With news bubbling up about coronavirus variants, here is a variant message of my own: Look past the recent coronavirus headlines and you will find some extremely hopeful developments.
The remarkably high efficacy rates for the Pfizer-BioNTech and Moderna vaccines quickly spoiled us after health experts for months said that anything over 50% effective would be a win. So when Johnson & Johnson announced last week that its phase 3 trials of its single-dose vaccine produced a 66% overall efficacy, the headlines across the Internet deemed the results as a disappointment.
That was somewhat understandable, as the Johnson & Johnson vaccine is being made with adenovirus-vector technology that is not novel like the messenger RNA (mRNA)-based technology behind the Pfizer-BioNTech and Moderna vaccines. However, the Johnson & Johnson vaccine does not require super cold storage or two jabs like the mRNA-based vaccines, making it easier logistically and economically to get to more people than the other two. Thus, health experts have been anxiously awaiting its results as they view it to be the type of vaccine that could turn the tide of the pandemic.
If that tide-turner is only 66% effective in bringing immunity to the coronavirus, how do you get the public behind taking it when other vaccines have produced better immunity results?
You do that by emphasizing the story that came from that result: It was 100% effective in preventing hospitalisations and deaths from the coronavirus, and 85% effective in preventing severe cases. Those results held true against variants such as the South African one, which appears to be more contagious.
“Not a single person who got vaccinated, and had illness after four weeks, ended up in the hospital,” Dr Mathai Mammen, global head of pharmaceutical research and development at Johnson & Johnson, told NBC News, adding that this “leads me to believe that this vaccine will stop this pandemic”.
In short, the Johnson & Johnson vaccine turns the coronavirus into a really bad cold, and we can live with a really bad cold. Such a development portends to a day in the nearing future in which we will no longer live under the thumb of coronavirus.
US coronavirus cases are falling, while deaths may have mercifully peaked. Vaccines are making their way into communities, and shipments are about to be sent to US pharmacies. Going forward, there are still a host of vaccine developers in various trial stages across the world that will help bring an end to the pandemic to all corners of the world.
Great hurdles remain, not the least of which is making sure that developing countries without vaccine production get access to these life-saving products. It is a moral imperative that developed countries help their global neighbours, but it also is an opportunity for those in the medical supply chain to step up as well.
Medical device manufacturers such as Becton Dickinson and Cardinal Health make syringes and already have the reputation of producing life-saving products. Polypropylene producers such as ExxonMobil, Braskem or Flint Hills Resources are not necessarily viewed in the same warm light. They should be, because without their resin the vaccines could not be deployed as quickly or as economically, compared with alternatives such as the much heavier and more costly metal. Resin producers have an opportunity to leverage their relationships with medical device manufacturers to mutually promote their partnership in getting the vaccines to the world.
While the pandemic’s end is not right around the corner, that end is more visible with the Johnson & Johnson news. More than ever, it is imperative that supply chains supporting vaccination efforts pour their energies into this effort and prepare for emergence on the other side of this tiresome pandemic.
Disclaimer: The views in this blogpost should in no shape or form be taken as actual forecasts and are my personal views only.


• _THE TASK_: Each line below with the word "note" needs to be copied.

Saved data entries
↓
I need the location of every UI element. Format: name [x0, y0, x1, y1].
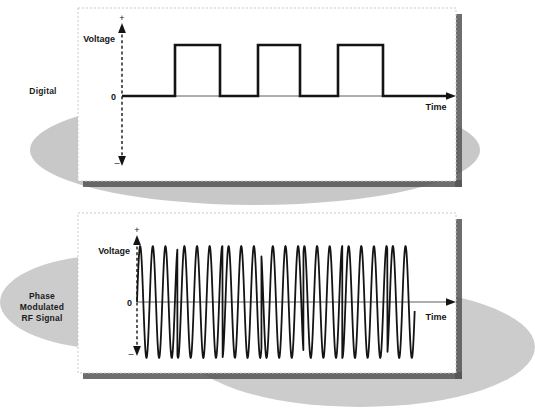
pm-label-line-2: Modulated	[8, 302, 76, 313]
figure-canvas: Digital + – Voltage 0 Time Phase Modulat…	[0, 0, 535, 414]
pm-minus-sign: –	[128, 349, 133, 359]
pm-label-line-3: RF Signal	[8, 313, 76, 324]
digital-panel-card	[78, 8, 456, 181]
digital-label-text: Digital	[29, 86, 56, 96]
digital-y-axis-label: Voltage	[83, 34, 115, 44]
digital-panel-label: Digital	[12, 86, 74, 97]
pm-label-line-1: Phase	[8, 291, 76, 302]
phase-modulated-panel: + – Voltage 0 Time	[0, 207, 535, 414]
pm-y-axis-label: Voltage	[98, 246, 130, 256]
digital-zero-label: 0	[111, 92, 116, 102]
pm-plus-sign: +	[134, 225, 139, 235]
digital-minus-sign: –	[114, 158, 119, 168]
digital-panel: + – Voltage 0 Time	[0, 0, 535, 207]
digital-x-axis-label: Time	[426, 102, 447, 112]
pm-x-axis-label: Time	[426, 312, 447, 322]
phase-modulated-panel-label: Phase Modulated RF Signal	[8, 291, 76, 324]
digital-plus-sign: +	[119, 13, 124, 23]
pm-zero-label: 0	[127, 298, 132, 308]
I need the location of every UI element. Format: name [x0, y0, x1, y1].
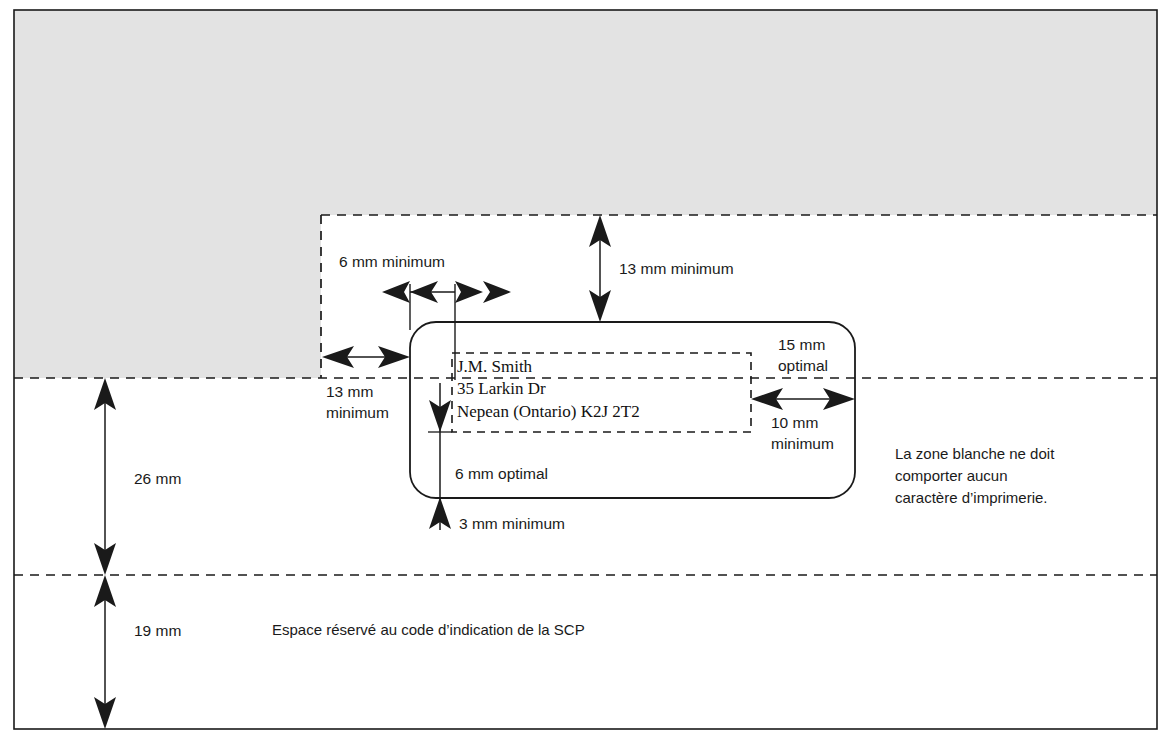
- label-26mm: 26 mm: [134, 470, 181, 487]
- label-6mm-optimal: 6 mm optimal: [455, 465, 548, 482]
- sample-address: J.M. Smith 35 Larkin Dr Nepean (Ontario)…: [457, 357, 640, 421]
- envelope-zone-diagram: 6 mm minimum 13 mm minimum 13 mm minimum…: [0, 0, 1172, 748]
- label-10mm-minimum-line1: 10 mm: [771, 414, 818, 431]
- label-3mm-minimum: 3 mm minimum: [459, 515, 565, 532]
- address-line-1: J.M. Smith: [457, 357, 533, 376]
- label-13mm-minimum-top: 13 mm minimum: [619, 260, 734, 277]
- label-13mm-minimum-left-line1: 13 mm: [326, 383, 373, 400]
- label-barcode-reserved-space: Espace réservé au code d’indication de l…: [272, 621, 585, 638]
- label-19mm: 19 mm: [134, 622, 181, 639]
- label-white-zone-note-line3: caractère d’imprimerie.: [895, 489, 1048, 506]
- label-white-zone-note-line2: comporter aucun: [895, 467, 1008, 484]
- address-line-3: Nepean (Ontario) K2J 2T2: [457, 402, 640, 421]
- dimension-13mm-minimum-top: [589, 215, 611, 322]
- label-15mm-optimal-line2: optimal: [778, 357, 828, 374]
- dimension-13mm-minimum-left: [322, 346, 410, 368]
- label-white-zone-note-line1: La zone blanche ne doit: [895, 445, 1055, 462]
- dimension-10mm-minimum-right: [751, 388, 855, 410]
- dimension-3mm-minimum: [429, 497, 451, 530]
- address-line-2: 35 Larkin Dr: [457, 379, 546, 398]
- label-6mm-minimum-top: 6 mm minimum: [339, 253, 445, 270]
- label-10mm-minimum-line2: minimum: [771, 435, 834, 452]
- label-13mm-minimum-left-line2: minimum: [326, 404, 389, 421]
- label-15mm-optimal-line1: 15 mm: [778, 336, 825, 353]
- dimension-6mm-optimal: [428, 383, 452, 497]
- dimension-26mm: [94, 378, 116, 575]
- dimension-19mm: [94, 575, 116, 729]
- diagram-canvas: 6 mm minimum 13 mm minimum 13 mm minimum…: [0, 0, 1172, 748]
↑
• _WRITTEN RESPONSE_:
- label-white-zone-note-line3: caractère d’imprimerie.: [895, 489, 1048, 506]
- label-white-zone-note-line2: comporter aucun: [895, 467, 1008, 484]
- label-white-zone-note-line1: La zone blanche ne doit: [895, 445, 1055, 462]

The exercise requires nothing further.